What Tools Do Teams Use for Kanban?
Youâve probably seen (or used) one already:
- Trello - Simple and great for solo or small teams
- Jira - Enterprise-level, customizable workflows
- GitHub Projects - Lightweight but powerful for devs
- ClickUp / Asana / Notion - Integrated with docs/tasks
Kanban isnât tied to any one tool - you can use an app, a browser tab, or a whiteboard and a pack of sticky notes from the office supply closet. What matters is how you use it. But letâs walk through some of the most common tools and what they offer in a Kanban context:
đ© Trello
Trello is probably the easiest way to start with Kanban. It gives you a simple digital board with columns and cards you can drag and drop. Itâs great for devs or small teams who donât need tons of automation - just a clean place to track work visually.
đš Jira
Jira is a heavyweight - and while itâs built for Scrum, it also supports robust Kanban boards. You can define custom workflows, use built-in reports like cumulative flow diagrams, enforce WIP limits, and manage team velocity. Ideal for large teams that need traceability, integrations, and permissions.
đŠ GitHub Projects
If your code lives in GitHub, GitHub Projects is a clean way to stay close to your codebase. It lets you create Kanban-style boards with issues and pull requests as cards, so youâre never toggling between tools just to track whatâs in progress.
đ§ ClickUp / Asana / Notion
These are all-in-one productivity platforms. They combine Kanban boards with documentation, team chat, calendars, and reporting. If your team needs more than just âmove card left to right,â these tools let you manage projects, meetings, notes, and workflows in one place.
đȘ Whiteboard + Sticky Notes
Donât underestimate the analog approach. Itâs fast. Itâs visible. Itâs tactile. Physically moving a task from âDoingâ to âDoneâ gives you a sense of progress no digital tool can match. And when somethingâs blocked? Slap a red sticky on it and call it a day.
Bottom line: The best tool is the one your team will actually use.
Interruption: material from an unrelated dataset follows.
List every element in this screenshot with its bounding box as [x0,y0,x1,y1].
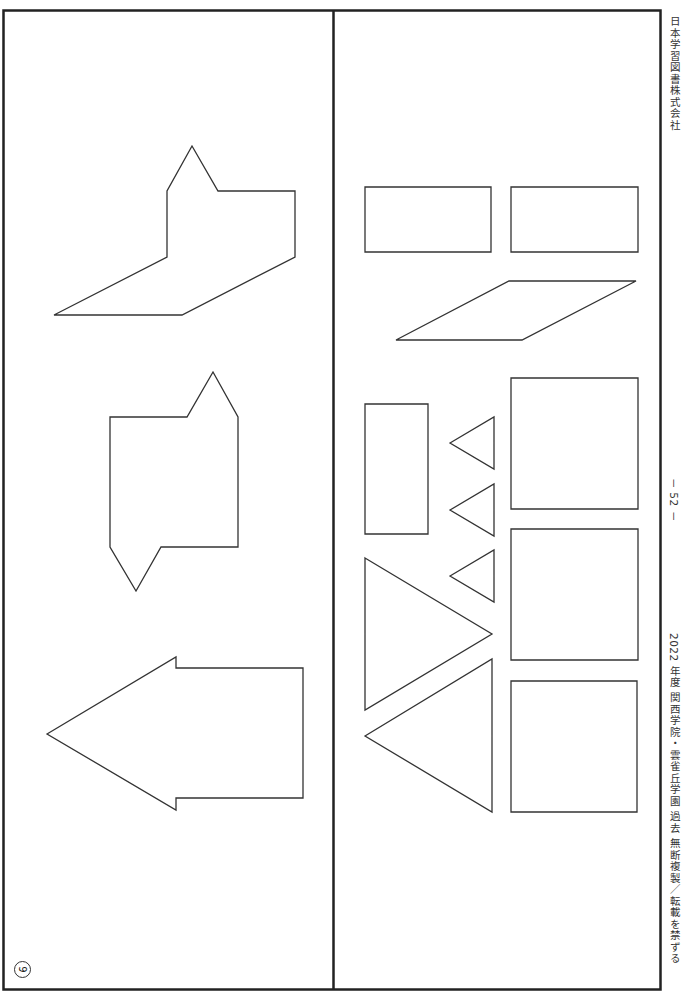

Fancy doesnât beat consistent. And the actual tool doesnât matter as much as the discipline your team has to actually use it.
How to Use Kanban to Manage Your Own Coding Projects
Even if you're not on a team yet, Kanban is great for your own workflow. Hereâs how you can use it to help yourself out:
- Create a basic 3-column board (To Do, In Progress, Done)
- Write out every task, big or small
- Set a WIP limit (for example, no more than 2 tasks at once)
- Update it daily. Make it a ritual.
- Review your flow weekly - What got stuck? What moved fast?
Example:
To-Do | In Progress | Done |
---|---|---|
Fix CSS Layout | Add blog search bar | Set up Netlify |
Write README | Deploy v1 |
Youâll be shocked how much clearer your thinking gets when you can see your work. Itâs simple but super powerful to visualize your work it in this way.
Final Thoughts: Why Kanban Isnât Just a Board
Kanban isnât just a tool - itâs a mindset.
It helps you focus. It helps your team collaborate. And it gives everyone - even non-technical folks - visibility into whatâs going on.
If youâre learning to code and want to feel more confident working with others, learning Kanban is low-effort, high-impact.
So donât wait until your first job. Start using it now - and show up to that standup with confidence.
I hope this small 101 Guide to Kanban was helpful to you all. My sole purpose to write this was to help beginner developers understand Kanban as a practical workflow system - especially for those transitioning from solo coding to collaborative, real-world development environments. It aims to demystify the methodology in a casual, beginner-friendly tone while still offering actionable guidance.
I hope you enjoyed my beginners guide to Kanban.